Before you make a judgment about a bike, I think you have to live with it awhile and spend time tweaking the parts and position. I also think that the highest compliment you can pay a bike is to ride it. Carl built the ti bike shown here in 2003 for me to take to France. Since that time, it has been tweaked and ridden–a lot. I ride this bike to work (parked next to my desk), on trips, on the weekends, and occasionally in competition. If I’m Roy, this is Trigger.
The operative word for the ride is smooooth. With 25c Conti 4000 tires I hardly notice frost heaves and chip seal. The bike is extremely stable on downhills, which I attribute to the geometry and to Carl’s selection of an oversize top tube to match the down tube. When I need to put down the hammer, as in climbing or closing a gap, the bike accelerates quickly and goes straight without undue bottom bracket flex.
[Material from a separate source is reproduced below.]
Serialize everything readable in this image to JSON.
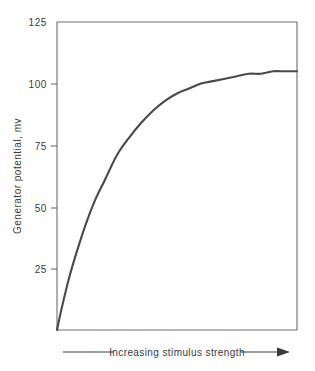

The bike is on the extreme end of tall seat tube/short top tube designs, but I think it looks very good, considering the compromises that Carl needed to make to fit my body. That really long head tube avoids having to use high rise stems and big stacks of spacers. The workmanship is excellent–you can see the dirt on a close-up of the head tube/down tube junction, but you can barely see the weld.
You can send a lot more money for a ti frame, but I think Carl’s basic ti frame equals or surpasses most everything else out there.